The tendency can be that we want to start winding down as year end approaches. Several things start getting added to the ‘too hard basket’, where at other times of year they would feel manageable. Our home lives are getting busy heading into the Christmas season and we’d quite like to just cruise through our final month, biding time until we can close the door for the year. That would be ok if this work we did was about us. Sure we matter too, but we aren’t the focus.
Giving full attention and the act of multi-tasking
Here is an activity for you to do. Either at home or at a staff meeting! Get yourself a pen and paper and a timer/stopwatch. Time yourself or get some one else to time you whilst writing down the following on your piece of paper, from top to bottom, as fast as you can:
A1, B2, C3, etc, all the way down to Z26.
The rule is to write each letter with the correlating number next to it, before you go to the next letter.
Centred in the heart - ten change making qualities
Pause the teacher - let the child lead
A passionate heart-centred teacher is one you have to search for when you enter a room. They are not a dominant force, and you certainly don’t hear their voices rising about the children’s hum of activity. Imagine if all teachers of young children had this same way about them? Children could grow and learn in a relaxed, peaceful environment that gave them time to think and be.
Embracing change - tools in our team toolkit
We need to find a healthy balance between being a “change junkie” and being set in our ways. Frequent change is unsettling, and change for the sake of it tends to only skim the surface before the next change is made. This is not what our ECE settings need. The reverse is also not desirable - places that sail along, doing as they’ve always done and not ‘rocking the boat’ with any new thinking. What we really need is hearts and minds willing to embrace change if and where necessary.
How do we do it? - the art of pacing
A qualification of the heart - what’s in the heart matters more than what’s on paper
The company we keep has a huge impact on our experience and emotional well being.
The people we surround ourselves with can either lift us up with their presence, or bring us down. We know this and are usually careful about choosing our friends. We look for ‘our kind of people’, build our tribe and enjoy our relationships.
Want to be a role model? - be a real model!
Perhaps the most influential tool we have in our ‘teacher kit’ is our own example. Our children take far more from how they see us living, than from anything we tell them.
How we interact, approach tasks, and manage our emotions all provide ‘lessons’ for our children. They notice these things, whether we wish them or not, and build them into their own default settings.
Let them lead, let us follow - who’s in the driver seat?
Heart centred teaching asks for us to be humble, focus on the child, and leave our adult agenda at the door. It ask us to stop ‘doing’ and focus on how we are with the children.
Let them lead, let us follow. Both approaches call on us to really tune in to the children, really making them the teachers and not us.
Remove your adult glasses - ordinary moments can be amazing
Find joy in the ordinary. These wise words bring a sense of peace to us. They reconfirm what we believe and give us the permission to follow our hearts, and offer children what we really feel they need.
Young children need security. They need to trust in their environment. This feeling comes from familiarity and a sense of ‘same old’ so they know what to expect. In this way the daily happenings become the ‘ordinary’, the staples of the programme that the children come to know and anticipate. They feel empowered by knowing, ‘this is what we do here’.
Going the Heart way - THIS is what is important
“And every day, the world will drag you by the hand, yelling, “This is important! And this is important! And this is important! You need to worry about this! And this! And this!” And each day, it’s up to you to yank your hand back, put it on your heart and say, “No. This is what’s important.” ― Iain Thomas
Isn’t this absolutely the way with our teaching?
Big little things - the unseen little touches
It really is the small things that make the difference. Tiny little touches set apart the ho-hum “just fine” ECE settings from the really special heart filled ones. There may be big differences in size and dollars spent across the sector, but the no price tag items are the things that speak volumes.
A loving inner voice - a gift to the child
"The way we talk to our children becomes their inner voice." - Peggy O'Mara
We also believe this powerful (and true) statement is applicable to the way we talk about children in their presence.
We have a society that speaks so negatively of children without even realising, and sadly this is often done in the child's ear shot.
The power is in US - For, not against, is what we need more!
One word - a goal that helps you anchor your actions
How can the adult-you enjoy Christmas?
At the Heart School we are passionate about creating beautiful and meaningful Christmas memories for young children. When they have long hours in care, and less at home or out in the community, it is really important our settings provide them some of the childhood magic that is the festive season. But what about our adults? Couldn’t they do with some Christmas magic of their own?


▸ Exercise
Please restate every entry exactly. Leave out the pictures.
___ Dataset entries ___
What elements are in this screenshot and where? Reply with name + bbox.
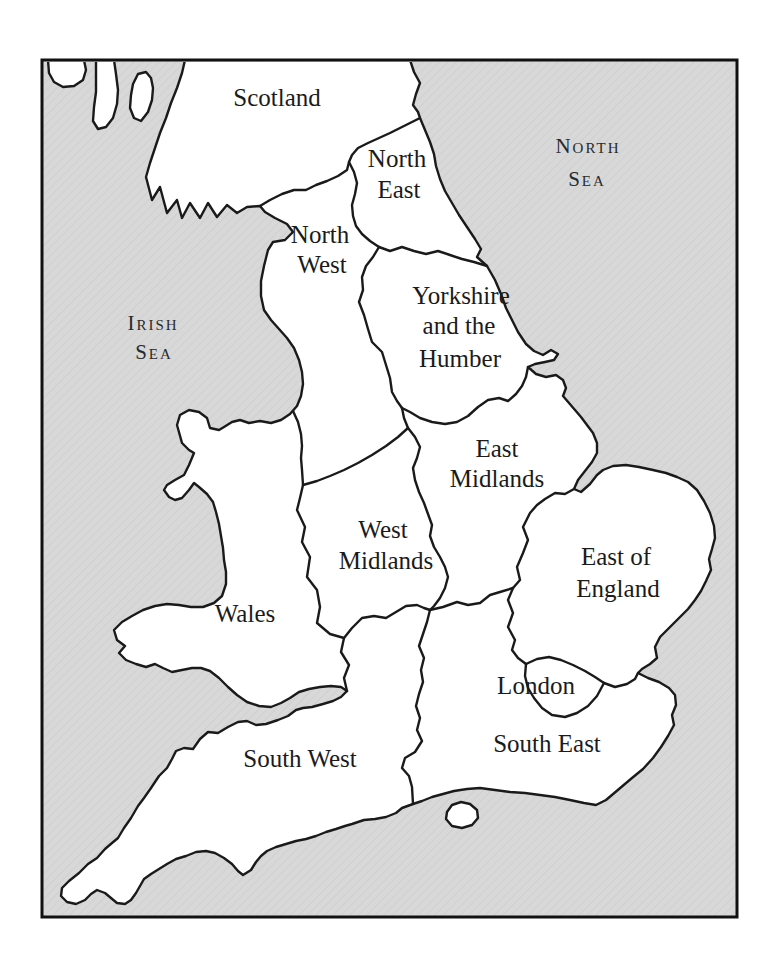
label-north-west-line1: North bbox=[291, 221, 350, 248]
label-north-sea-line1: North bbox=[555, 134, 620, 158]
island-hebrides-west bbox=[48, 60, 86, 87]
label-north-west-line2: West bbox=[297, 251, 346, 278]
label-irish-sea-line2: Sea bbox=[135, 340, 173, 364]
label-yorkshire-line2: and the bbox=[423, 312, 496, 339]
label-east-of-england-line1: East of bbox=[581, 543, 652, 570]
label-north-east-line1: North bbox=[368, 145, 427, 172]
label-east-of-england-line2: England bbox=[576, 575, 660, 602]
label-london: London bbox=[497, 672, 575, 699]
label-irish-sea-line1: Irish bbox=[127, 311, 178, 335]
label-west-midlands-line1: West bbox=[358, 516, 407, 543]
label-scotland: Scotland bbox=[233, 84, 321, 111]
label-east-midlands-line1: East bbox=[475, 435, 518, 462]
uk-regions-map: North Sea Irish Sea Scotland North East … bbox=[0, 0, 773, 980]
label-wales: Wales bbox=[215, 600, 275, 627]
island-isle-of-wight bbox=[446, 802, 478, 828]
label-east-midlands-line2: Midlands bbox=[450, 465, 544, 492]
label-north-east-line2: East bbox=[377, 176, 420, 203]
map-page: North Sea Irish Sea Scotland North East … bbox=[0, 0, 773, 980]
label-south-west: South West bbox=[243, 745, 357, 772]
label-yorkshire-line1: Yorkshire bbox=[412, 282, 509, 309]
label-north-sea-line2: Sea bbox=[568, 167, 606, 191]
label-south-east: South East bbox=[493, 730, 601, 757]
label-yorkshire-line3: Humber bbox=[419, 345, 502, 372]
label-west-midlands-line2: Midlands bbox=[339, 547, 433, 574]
___
▸ Exercise response
What elements are in this screenshot and where? Reply with name + bbox.
label-north-west-line1: North bbox=[291, 221, 350, 248]
label-north-sea-line1: North bbox=[555, 134, 620, 158]
island-hebrides-west bbox=[48, 60, 86, 87]
label-north-west-line2: West bbox=[297, 251, 346, 278]
label-irish-sea-line2: Sea bbox=[135, 340, 173, 364]
label-yorkshire-line2: and the bbox=[423, 312, 496, 339]
label-east-of-england-line1: East of bbox=[581, 543, 652, 570]
label-north-east-line1: North bbox=[368, 145, 427, 172]
label-east-of-england-line2: England bbox=[576, 575, 660, 602]
label-london: London bbox=[497, 672, 575, 699]
label-irish-sea-line1: Irish bbox=[127, 311, 178, 335]
label-west-midlands-line1: West bbox=[358, 516, 407, 543]
label-scotland: Scotland bbox=[233, 84, 321, 111]
label-east-midlands-line1: East bbox=[475, 435, 518, 462]
uk-regions-map: North Sea Irish Sea Scotland North East … bbox=[0, 0, 773, 980]
label-wales: Wales bbox=[215, 600, 275, 627]
island-isle-of-wight bbox=[446, 802, 478, 828]
label-east-midlands-line2: Midlands bbox=[450, 465, 544, 492]
label-north-east-line2: East bbox=[377, 176, 420, 203]
map-page: North Sea Irish Sea Scotland North East … bbox=[0, 0, 773, 980]
label-south-west: South West bbox=[243, 745, 357, 772]
label-yorkshire-line1: Yorkshire bbox=[412, 282, 509, 309]
label-north-sea-line2: Sea bbox=[568, 167, 606, 191]
label-south-east: South East bbox=[493, 730, 601, 757]
label-yorkshire-line3: Humber bbox=[419, 345, 502, 372]
label-west-midlands-line2: Midlands bbox=[339, 547, 433, 574]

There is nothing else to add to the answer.